United Mine Workers of America President Cecil Roberts was among those who personally asked the U.S. health secretary to save a program that screens for black lung.
After the Department of Health and Human Services put Coal Worker Health Surveillance Program employees on administrative leave last month and issued them termination notices, some high-profile figures intervened.
U.S. Sen.
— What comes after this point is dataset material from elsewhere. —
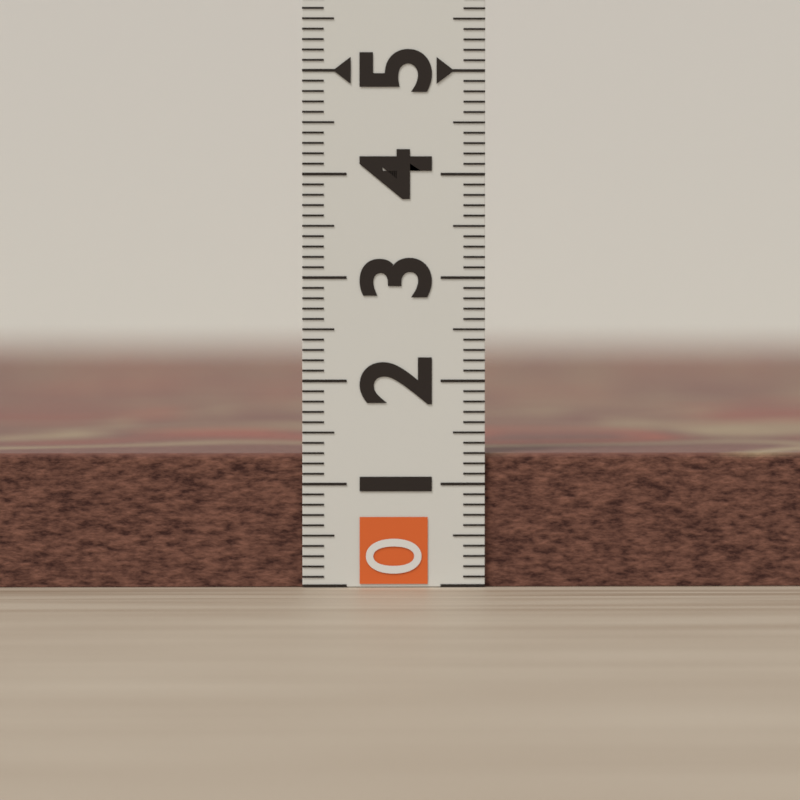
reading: 1.3 (no unit)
Shelley Moore Capito spoke to Secretary Robert F. Kennedy Jr. about it and connected him with Roberts.
At a protest Thursday at HHS headquarters in Washington, Roberts said he gave Kennedy an earful about the staff cuts.
“She calls me, I said ‘I know somebody he can talk to.’” Roberts said. “And I started asking him the questions you’re posing today.”
HHS reinstated the black lung monitoring program after U.S. District Judge Irene Berger issued a preliminary injunction in a lawsuit by a West Virginia coal miner with black lung.
Berger’s ruling did result in the reinstatement of the Respiratory Health Division of the National Institute for Occupational Health at HHS, including the black lung monitoring staff, but other NIOSH functions did not return.
Those include the mining research team in Pittsburgh, which works to make mines safer and mine emergencies more survivable.
The UMWA and other labor groups sued HHS and Kennedy last week to restore NIOSH in its entirety.